In the closing battle scene Upham reaches the point of no return. After having helplessly stood by while a German sinks a knife into the heart of one of his compatriots, Upham is left with a choice. Either he must make amends by doing something heroic or fall into psychological oblivion. Mustering all his courage Upham single handily takes a group of Germans prisoner. One of prisoners is the very German prisoner that he had earlier helped spare and who just delivered the fatal blow to captain Miller. Now, here is what is problematic about Upham’s coming of age theme. Immediately, after having taken the group of prisoners, the German tries to manipulate him so as to again gain his freedom. However, having proved his mettle in battle, Upham completes his transformation into one of the guys by immediately shooting the German dead. In so doing, he gives into a temptation that no true TLGW character would give into: namely he kills a villain who is at his mercy. Upham was able to form a bond with the rest of the troop, but in the process he had lost his way home. He let the war dehumanize him. He did the very thing that he counseled Captain Miller not to do, viz., take revenge for the killing of one of the troop.
So, why go to all this trouble to differentiate Saving Private Ryan from TLGW films? Well, as stated at the outset, Fellman feels that “TLGW is not just about cleansing the past and putting young butts in theatre seats.” Specifically, he feels that TLGW films are effacing a generation of antiwar films about the Vietnam War in the public consciousness and in the process helping to clear the way for George Bush Junior’s New World Order. I feel Fellman is greatly overstating his case. If the antiwar movies no longer have a hold on the public imagination these days, it is because the Gulf War and Serbia have fundamentally altered the American public’s view of war.
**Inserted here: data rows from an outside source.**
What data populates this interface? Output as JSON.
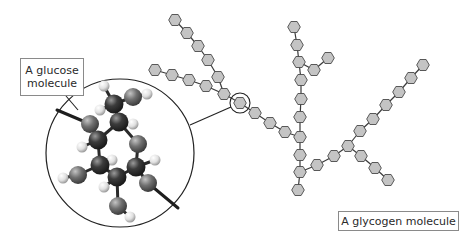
{
  "labels": {
    "glucose": "A glucose molecule",
    "glucose_line1": "A glucose",
    "glucose_line2": "molecule",
    "glycogen": "A glycogen molecule"
  },
  "colors": {
    "hexagon_fill": "#c4c4c4",
    "hexagon_stroke": "#4a4a4a",
    "carbon": "#3a3a3a",
    "oxygen": "#6e6e6e",
    "hydrogen": "#e8e8e8",
    "line": "#222222"
  },
  "glycogen": {
    "units": [
      [
        175,
        20
      ],
      [
        187,
        33
      ],
      [
        198,
        46
      ],
      [
        208,
        60
      ],
      [
        218,
        77
      ],
      [
        155,
        70
      ],
      [
        172,
        75
      ],
      [
        189,
        80
      ],
      [
        206,
        86
      ],
      [
        224,
        94
      ],
      [
        240,
        103
      ],
      [
        255,
        113
      ],
      [
        270,
        123
      ],
      [
        285,
        132
      ],
      [
        294,
        27
      ],
      [
        297,
        45
      ],
      [
        299,
        62
      ],
      [
        301,
        80
      ],
      [
        301,
        99
      ],
      [
        300,
        117
      ],
      [
        300,
        137
      ],
      [
        300,
        155
      ],
      [
        300,
        172
      ],
      [
        298,
        190
      ],
      [
        314,
        70
      ],
      [
        328,
        58
      ],
      [
        317,
        165
      ],
      [
        334,
        156
      ],
      [
        348,
        146
      ],
      [
        360,
        131
      ],
      [
        373,
        119
      ],
      [
        386,
        105
      ],
      [
        399,
        92
      ],
      [
        411,
        78
      ],
      [
        423,
        65
      ],
      [
        361,
        156
      ],
      [
        375,
        168
      ],
      [
        388,
        180
      ]
    ],
    "bonds": [
      [
        0,
        1
      ],
      [
        1,
        2
      ],
      [
        2,
        3
      ],
      [
        3,
        4
      ],
      [
        4,
        9
      ],
      [
        5,
        6
      ],
      [
        6,
        7
      ],
      [
        7,
        8
      ],
      [
        8,
        9
      ],
      [
        9,
        10
      ],
      [
        10,
        11
      ],
      [
        11,
        12
      ],
      [
        12,
        13
      ],
      [
        13,
        20
      ],
      [
        14,
        15
      ],
      [
        15,
        16
      ],
      [
        16,
        17
      ],
      [
        17,
        18
      ],
      [
        18,
        19
      ],
      [
        19,
        20
      ],
      [
        20,
        21
      ],
      [
        21,
        22
      ],
      [
        22,
        23
      ],
      [
        16,
        24
      ],
      [
        24,
        25
      ],
      [
        22,
        26
      ],
      [
        26,
        27
      ],
      [
        27,
        28
      ],
      [
        28,
        29
      ],
      [
        29,
        30
      ],
      [
        30,
        31
      ],
      [
        31,
        32
      ],
      [
        32,
        33
      ],
      [
        33,
        34
      ],
      [
        28,
        35
      ],
      [
        35,
        36
      ],
      [
        36,
        37
      ]
    ],
    "highlighted_unit": 10
  },
  "glucose_model": {
    "atoms": [
      {
        "type": "C",
        "x": 114,
        "y": 104
      },
      {
        "type": "O",
        "x": 133,
        "y": 97
      },
      {
        "type": "H",
        "x": 147,
        "y": 94
      },
      {
        "type": "H",
        "x": 104,
        "y": 86
      },
      {
        "type": "H",
        "x": 100,
        "y": 110
      },
      {
        "type": "C",
        "x": 119,
        "y": 122
      },
      {
        "type": "H",
        "x": 133,
        "y": 124
      },
      {
        "type": "O",
        "x": 90,
        "y": 124
      },
      {
        "type": "C",
        "x": 98,
        "y": 140
      },
      {
        "type": "H",
        "x": 82,
        "y": 147
      },
      {
        "type": "O",
        "x": 138,
        "y": 144
      },
      {
        "type": "C",
        "x": 100,
        "y": 165
      },
      {
        "type": "H",
        "x": 112,
        "y": 160
      },
      {
        "type": "O",
        "x": 78,
        "y": 175
      },
      {
        "type": "H",
        "x": 63,
        "y": 178
      },
      {
        "type": "C",
        "x": 136,
        "y": 167
      },
      {
        "type": "H",
        "x": 155,
        "y": 160
      },
      {
        "type": "C",
        "x": 117,
        "y": 177
      },
      {
        "type": "H",
        "x": 104,
        "y": 187
      },
      {
        "type": "O",
        "x": 148,
        "y": 183
      },
      {
        "type": "O",
        "x": 118,
        "y": 206
      },
      {
        "type": "H",
        "x": 130,
        "y": 217
      }
    ],
    "bonds": [
      [
        0,
        1
      ],
      [
        1,
        2
      ],
      [
        0,
        3
      ],
      [
        0,
        4
      ],
      [
        0,
        5
      ],
      [
        5,
        6
      ],
      [
        5,
        10
      ],
      [
        5,
        8
      ],
      [
        8,
        9
      ],
      [
        8,
        7
      ],
      [
        8,
        11
      ],
      [
        11,
        12
      ],
      [
        11,
        13
      ],
      [
        13,
        14
      ],
      [
        11,
        17
      ],
      [
        10,
        15
      ],
      [
        15,
        16
      ],
      [
        15,
        17
      ],
      [
        15,
        19
      ],
      [
        17,
        18
      ],
      [
        17,
        20
      ],
      [
        20,
        21
      ]
    ],
    "glycosidic_links": [
      [
        90,
        124,
        57,
        110
      ],
      [
        148,
        183,
        178,
        208
      ]
    ]
  },
  "zoom_circle": {
    "cx": 120,
    "cy": 153,
    "r": 74
  },
  "small_circle": {
    "cx": 240,
    "cy": 103,
    "r": 10
  },
  "connector": [
    190,
    125,
    231,
    107
  ],
  "glucose_pointer": [
    66,
    96,
    78,
    110
  ]
}
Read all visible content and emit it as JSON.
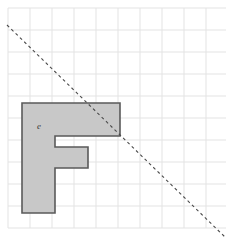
{
  "figure": {
    "title": "",
    "background_color": "#ffffff",
    "width": 226,
    "height": 237
  },
  "grid": {
    "name": "square-grid",
    "line_color": "#e3e3e3",
    "major_line_color": "#dcdcdc",
    "cell_size": 22,
    "origin_x": 8,
    "origin_y": 8,
    "columns": 10,
    "rows": 10,
    "right_edge": 228,
    "bottom_edge": 228,
    "visible": true
  },
  "polygon": {
    "name": "letter-f-polygon",
    "shape": "F",
    "fill_color": "#c8c8c8",
    "stroke_color": "#5a5a5a",
    "stroke_width": 1.6,
    "points": "22,103 120,103 120,136 55,136 55,147 88,147 88,168 55,168 55,213 22,213",
    "vertices": [
      [
        22,
        103
      ],
      [
        120,
        103
      ],
      [
        120,
        136
      ],
      [
        55,
        136
      ],
      [
        55,
        147
      ],
      [
        88,
        147
      ],
      [
        88,
        168
      ],
      [
        55,
        168
      ],
      [
        55,
        213
      ],
      [
        22,
        213
      ]
    ]
  },
  "dashed_line": {
    "name": "diagonal-dashed-line",
    "color": "#4a4a4a",
    "stroke_width": 1.1,
    "dash_pattern": "3,3",
    "x1": 7,
    "y1": 25,
    "x2": 226,
    "y2": 238,
    "slope": -0.97
  },
  "labels": [
    {
      "name": "label-e",
      "text": "e",
      "x": 37,
      "y": 129,
      "style": "italic",
      "color": "#3a3a3a"
    }
  ]
}
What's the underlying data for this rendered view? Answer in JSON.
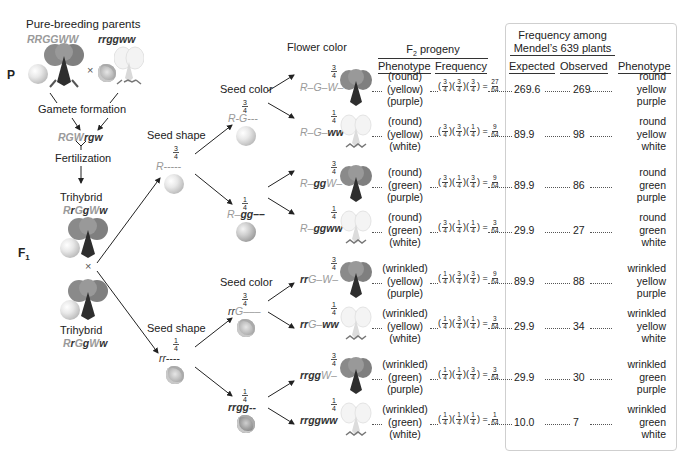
{
  "parents": {
    "title": "Pure-breeding parents",
    "p_label": "P",
    "genotype_1": "RRGGWW",
    "genotype_2": "rrggww",
    "cross": "×",
    "gamete_formation": "Gamete formation",
    "gamete_1": "RGW",
    "gamete_2": "rgw",
    "fertilization": "Fertilization"
  },
  "f1": {
    "label": "F₁",
    "label_main": "F",
    "label_sub": "1",
    "trihybrid_1": "Trihybrid",
    "genotype_1": "RrGgWw",
    "cross": "×",
    "trihybrid_2": "Trihybrid",
    "genotype_2": "RrGgWw"
  },
  "branches": {
    "seed_shape_label_top": "Seed shape",
    "seed_shape_label_bottom": "Seed shape",
    "seed_color_label_top": "Seed color",
    "seed_color_label_bottom": "Seed color",
    "flower_color_label": "Flower color",
    "shape": [
      {
        "genotype": "R-----",
        "prob_num": "3",
        "prob_den": "4",
        "seed": "round"
      },
      {
        "genotype": "rr----",
        "prob_num": "1",
        "prob_den": "4",
        "seed": "wrinkled"
      }
    ],
    "color": [
      {
        "genotype": "R-G---",
        "prob_num": "3",
        "prob_den": "4",
        "seed": "round-yellow"
      },
      {
        "genotype": "R-gg--",
        "prob_num": "1",
        "prob_den": "4",
        "seed": "round-green"
      },
      {
        "genotype": "rrG---",
        "prob_num": "3",
        "prob_den": "4",
        "seed": "wrinkled-yellow"
      },
      {
        "genotype": "rrgg--",
        "prob_num": "1",
        "prob_den": "4",
        "seed": "wrinkled-green"
      }
    ]
  },
  "table": {
    "f2_header": "F₂ progeny",
    "f2_header_main": "F",
    "f2_header_sub": "2",
    "f2_header_rest": " progeny",
    "col_phenotype": "Phenotype",
    "col_frequency": "Frequency",
    "mendel_header_line1": "Frequency among",
    "mendel_header_line2": "Mendel’s 639 plants",
    "col_expected": "Expected",
    "col_observed": "Observed",
    "col_phenotype_right": "Phenotype"
  },
  "rows": [
    {
      "genotype": "R-G-W-",
      "prob_num": "3",
      "prob_den": "4",
      "flower": "purple",
      "pheno": [
        "(round)",
        "(yellow)",
        "(purple)"
      ],
      "f": [
        "3",
        "4",
        "3",
        "4",
        "3",
        "4"
      ],
      "result_num": "27",
      "result_den": "64",
      "expected": "269.6",
      "observed": "269",
      "pheno_r": [
        "round",
        "yellow",
        "purple"
      ]
    },
    {
      "genotype": "R-G-ww",
      "prob_num": "1",
      "prob_den": "4",
      "flower": "white",
      "pheno": [
        "(round)",
        "(yellow)",
        "(white)"
      ],
      "f": [
        "3",
        "4",
        "3",
        "4",
        "1",
        "4"
      ],
      "result_num": "9",
      "result_den": "64",
      "expected": "89.9",
      "observed": "98",
      "pheno_r": [
        "round",
        "yellow",
        "white"
      ]
    },
    {
      "genotype": "R-ggW-",
      "prob_num": "3",
      "prob_den": "4",
      "flower": "purple",
      "pheno": [
        "(round)",
        "(green)",
        "(purple)"
      ],
      "f": [
        "3",
        "4",
        "1",
        "4",
        "3",
        "4"
      ],
      "result_num": "9",
      "result_den": "64",
      "expected": "89.9",
      "observed": "86",
      "pheno_r": [
        "round",
        "green",
        "purple"
      ]
    },
    {
      "genotype": "R-ggww",
      "prob_num": "1",
      "prob_den": "4",
      "flower": "white",
      "pheno": [
        "(round)",
        "(green)",
        "(white)"
      ],
      "f": [
        "3",
        "4",
        "1",
        "4",
        "1",
        "4"
      ],
      "result_num": "3",
      "result_den": "64",
      "expected": "29.9",
      "observed": "27",
      "pheno_r": [
        "round",
        "green",
        "white"
      ]
    },
    {
      "genotype": "rrG-W-",
      "prob_num": "3",
      "prob_den": "4",
      "flower": "purple",
      "pheno": [
        "(wrinkled)",
        "(yellow)",
        "(purple)"
      ],
      "f": [
        "1",
        "4",
        "3",
        "4",
        "3",
        "4"
      ],
      "result_num": "9",
      "result_den": "64",
      "expected": "89.9",
      "observed": "88",
      "pheno_r": [
        "wrinkled",
        "yellow",
        "purple"
      ]
    },
    {
      "genotype": "rrG-ww",
      "prob_num": "1",
      "prob_den": "4",
      "flower": "white",
      "pheno": [
        "(wrinkled)",
        "(yellow)",
        "(white)"
      ],
      "f": [
        "1",
        "4",
        "3",
        "4",
        "1",
        "4"
      ],
      "result_num": "3",
      "result_den": "64",
      "expected": "29.9",
      "observed": "34",
      "pheno_r": [
        "wrinkled",
        "yellow",
        "white"
      ]
    },
    {
      "genotype": "rrggW-",
      "prob_num": "3",
      "prob_den": "4",
      "flower": "purple",
      "pheno": [
        "(wrinkled)",
        "(green)",
        "(purple)"
      ],
      "f": [
        "1",
        "4",
        "1",
        "4",
        "3",
        "4"
      ],
      "result_num": "3",
      "result_den": "64",
      "expected": "29.9",
      "observed": "30",
      "pheno_r": [
        "wrinkled",
        "green",
        "purple"
      ]
    },
    {
      "genotype": "rrggww",
      "prob_num": "1",
      "prob_den": "4",
      "flower": "white",
      "pheno": [
        "(wrinkled)",
        "(green)",
        "(white)"
      ],
      "f": [
        "1",
        "4",
        "1",
        "4",
        "1",
        "4"
      ],
      "result_num": "1",
      "result_den": "64",
      "expected": "10.0",
      "observed": "7",
      "pheno_r": [
        "wrinkled",
        "green",
        "white"
      ]
    }
  ],
  "colors": {
    "dominant_allele": "#9a9a9a",
    "recessive_allele": "#333333",
    "text": "#222222",
    "box_border": "#cfcfcf"
  }
}
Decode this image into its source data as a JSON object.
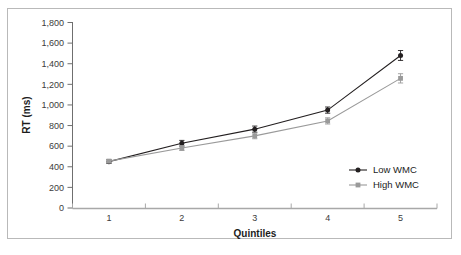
{
  "figure": {
    "border_color": "#b9b9b9",
    "background": "#ffffff"
  },
  "chart_data": {
    "type": "line",
    "title": "",
    "xlabel": "Quintiles",
    "ylabel": "RT (ms)",
    "categories": [
      "1",
      "2",
      "3",
      "4",
      "5"
    ],
    "x": [
      1,
      2,
      3,
      4,
      5
    ],
    "ylim": [
      0,
      1800
    ],
    "yticks": [
      0,
      200,
      400,
      600,
      800,
      1000,
      1200,
      1400,
      1600,
      1800
    ],
    "ytick_labels": [
      "0",
      "200",
      "400",
      "600",
      "800",
      "1,000",
      "1,200",
      "1,400",
      "1,600",
      "1,800"
    ],
    "xtick_labels": [
      "1",
      "2",
      "3",
      "4",
      "5"
    ],
    "grid": false,
    "legend_position": "right-lower",
    "series": [
      {
        "name": "Low WMC",
        "color": "#231f20",
        "marker": "circle",
        "values": [
          450,
          628,
          765,
          950,
          1480
        ],
        "errors": [
          18,
          28,
          30,
          30,
          48
        ]
      },
      {
        "name": "High WMC",
        "color": "#9a9a9a",
        "marker": "square",
        "values": [
          455,
          582,
          700,
          845,
          1258
        ],
        "errors": [
          16,
          24,
          28,
          30,
          45
        ]
      }
    ]
  },
  "legend": {
    "items": [
      {
        "label": "Low WMC",
        "color": "#231f20",
        "marker": "circle"
      },
      {
        "label": "High WMC",
        "color": "#9a9a9a",
        "marker": "square"
      }
    ]
  },
  "axes": {
    "y_title": "RT (ms)",
    "x_title": "Quintiles"
  }
}
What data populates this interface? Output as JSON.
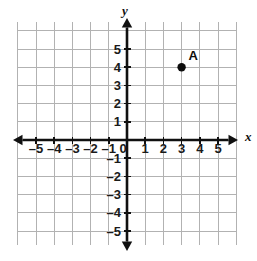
{
  "figure": {
    "kind": "coordinate-plane",
    "width": 257,
    "height": 261,
    "background": "#ffffff"
  },
  "chart_data": {
    "type": "scatter",
    "title": "",
    "xlabel": "x",
    "ylabel": "y",
    "xlim": [
      -6,
      6
    ],
    "ylim": [
      -6,
      6
    ],
    "grid": true,
    "legend": "none",
    "x_tick_labels": [
      "–5",
      "–4",
      "–3",
      "–2",
      "–1",
      "0",
      "1",
      "2",
      "3",
      "4",
      "5"
    ],
    "x_tick_values": [
      -5,
      -4,
      -3,
      -2,
      -1,
      0,
      1,
      2,
      3,
      4,
      5
    ],
    "y_tick_labels": [
      "5",
      "4",
      "3",
      "2",
      "1",
      "–1",
      "–2",
      "–3",
      "–4",
      "–5"
    ],
    "y_tick_values": [
      5,
      4,
      3,
      2,
      1,
      -1,
      -2,
      -3,
      -4,
      -5
    ],
    "origin_label": "0",
    "points": [
      {
        "label": "A",
        "x": 3,
        "y": 4,
        "color": "#0d0d0d"
      }
    ],
    "annotations": [
      {
        "text": "A",
        "x": 3,
        "y": 4,
        "position": "above-right"
      }
    ]
  },
  "colors": {
    "grid": "#b2b2b2",
    "axis": "#101010",
    "point": "#0d0d0d",
    "label": "#1a1a1a"
  },
  "geometry": {
    "origin_x": 127,
    "origin_y": 140,
    "unit_px": 18.2,
    "grid_left": 18,
    "grid_right": 236,
    "grid_top": 22,
    "grid_bottom": 245,
    "axis_x_start": 13,
    "axis_x_end": 238,
    "axis_y_start": 18,
    "axis_y_end": 251,
    "dot_radius": 4.2
  },
  "axis_names": {
    "x": "x",
    "y": "y"
  }
}
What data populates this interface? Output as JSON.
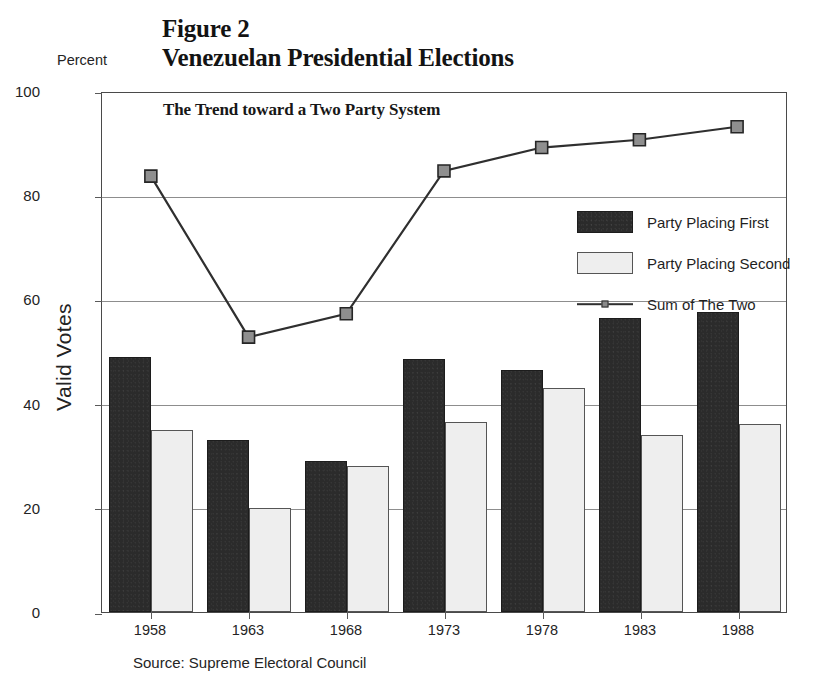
{
  "figure": {
    "number_label": "Figure 2",
    "title": "Venezuelan Presidential Elections",
    "subtitle": "The Trend toward a Two Party System",
    "percent_label": "Percent",
    "source_note": "Source: Supreme Electoral Council"
  },
  "legend": {
    "items": [
      {
        "label": "Party Placing First",
        "marker": "filled-dark-square",
        "color": "#2b2b2b"
      },
      {
        "label": "Party Placing Second",
        "marker": "filled-light-square",
        "color": "#eeeeee"
      },
      {
        "label": "Sum of The Two",
        "marker": "line-with-square-marker",
        "color": "#2f2f2f"
      }
    ]
  },
  "chart_data": {
    "type": "bar",
    "title": "Venezuelan Presidential Elections",
    "subtitle": "The Trend toward a Two Party System",
    "xlabel": "",
    "ylabel": "Valid Votes",
    "unit_label": "Percent",
    "ylim": [
      0,
      100
    ],
    "yticks": [
      0,
      20,
      40,
      60,
      80,
      100
    ],
    "grid": "horizontal",
    "legend_position": "inside-right-upper",
    "categories": [
      "1958",
      "1963",
      "1968",
      "1973",
      "1978",
      "1983",
      "1988"
    ],
    "series": [
      {
        "name": "Party Placing First",
        "type": "bar",
        "color": "#2b2b2b",
        "values": [
          49.0,
          33.0,
          29.0,
          48.5,
          46.5,
          56.5,
          57.5
        ]
      },
      {
        "name": "Party Placing Second",
        "type": "bar",
        "color": "#eeeeee",
        "values": [
          35.0,
          20.0,
          28.0,
          36.5,
          43.0,
          34.0,
          36.0
        ]
      },
      {
        "name": "Sum of The Two",
        "type": "line",
        "color": "#2f2f2f",
        "marker": "square",
        "values": [
          84.0,
          53.0,
          57.5,
          85.0,
          89.5,
          91.0,
          93.5
        ]
      }
    ],
    "source": "Supreme Electoral Council"
  }
}
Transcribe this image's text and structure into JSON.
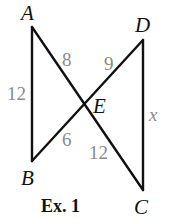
{
  "figure": {
    "caption": "Ex. 1",
    "colors": {
      "lines": "#111111",
      "point_labels": "#111111",
      "measure_labels": "#8a8a8a"
    },
    "points": {
      "A": {
        "label": "A",
        "x": 32,
        "y": 27
      },
      "B": {
        "label": "B",
        "x": 32,
        "y": 161
      },
      "C": {
        "label": "C",
        "x": 143,
        "y": 190
      },
      "D": {
        "label": "D",
        "x": 143,
        "y": 40
      },
      "E": {
        "label": "E",
        "x": 84,
        "y": 105
      }
    },
    "segments": [
      {
        "from": "A",
        "to": "B",
        "label": "12"
      },
      {
        "from": "A",
        "to": "E",
        "label": "8"
      },
      {
        "from": "E",
        "to": "C",
        "label": "12"
      },
      {
        "from": "D",
        "to": "E",
        "label": "9"
      },
      {
        "from": "E",
        "to": "B",
        "label": "6"
      },
      {
        "from": "D",
        "to": "C",
        "label": "x"
      }
    ],
    "measure_labels": {
      "AB": "12",
      "AE": "8",
      "DE": "9",
      "EB": "6",
      "EC": "12",
      "DC": "x"
    }
  }
}
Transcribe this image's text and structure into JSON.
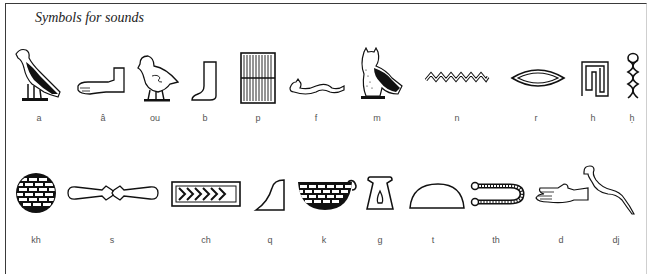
{
  "title": "Symbols for sounds",
  "row1": [
    {
      "label": "a",
      "icon": "vulture-icon"
    },
    {
      "label": "â",
      "icon": "forearm-icon"
    },
    {
      "label": "ou",
      "icon": "quail-chick-icon"
    },
    {
      "label": "b",
      "icon": "foot-icon"
    },
    {
      "label": "p",
      "icon": "stool-mat-icon"
    },
    {
      "label": "f",
      "icon": "horned-viper-icon"
    },
    {
      "label": "m",
      "icon": "owl-icon"
    },
    {
      "label": "n",
      "icon": "water-ripple-icon"
    },
    {
      "label": "r",
      "icon": "mouth-icon"
    },
    {
      "label": "h",
      "icon": "reed-shelter-icon"
    },
    {
      "label": "ḥ",
      "icon": "twisted-flax-icon"
    }
  ],
  "row2": [
    {
      "label": "kh",
      "icon": "placenta-sieve-icon"
    },
    {
      "label": "s",
      "icon": "door-bolt-icon"
    },
    {
      "label": "ch",
      "icon": "pool-icon"
    },
    {
      "label": "q",
      "icon": "hill-slope-icon"
    },
    {
      "label": "k",
      "icon": "basket-with-handle-icon"
    },
    {
      "label": "g",
      "icon": "jar-stand-icon"
    },
    {
      "label": "t",
      "icon": "bread-loaf-icon"
    },
    {
      "label": "th",
      "icon": "tethering-rope-icon"
    },
    {
      "label": "d",
      "icon": "hand-icon"
    },
    {
      "label": "dj",
      "icon": "cobra-icon"
    }
  ]
}
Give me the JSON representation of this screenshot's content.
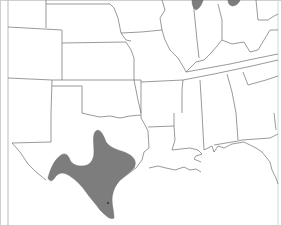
{
  "map": {
    "type": "range-map",
    "region": "South-central and eastern United States",
    "colors": {
      "background": "#ffffff",
      "border": "#6f6f6f",
      "range_fill": "#7d7d7d"
    },
    "shaded_regions": [
      {
        "name": "texas-range",
        "description": "Central and south Texas range"
      },
      {
        "name": "indiana-patch",
        "description": "Northwest Indiana patch"
      },
      {
        "name": "ohio-patch",
        "description": "Northwest Ohio patch"
      }
    ]
  }
}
Prior to that, movies such as the Deer Hunter, Platoon, Apocalypse Now, Full Metal Jacket, and Born on the Fourth of July, had an impact on American culture because they were able to give voice to a number of, sometimes unconnected, concerns the American people had about the Vietnam War and about war generally. That said, the same can not be said about TLGW films. Salvaged by critics and not greatly liked by movie goers, Pearl Harbor, U571, and the Patriot made a scant dent on the American consciousness and as a result will quickly disappear from popular memory. This leaves Saving Private Ryan. It was the only one of the movies that Fellman mentioned that captured the imagination of American movie goers and it is not, as I have argued above, a good example of a TLGW film.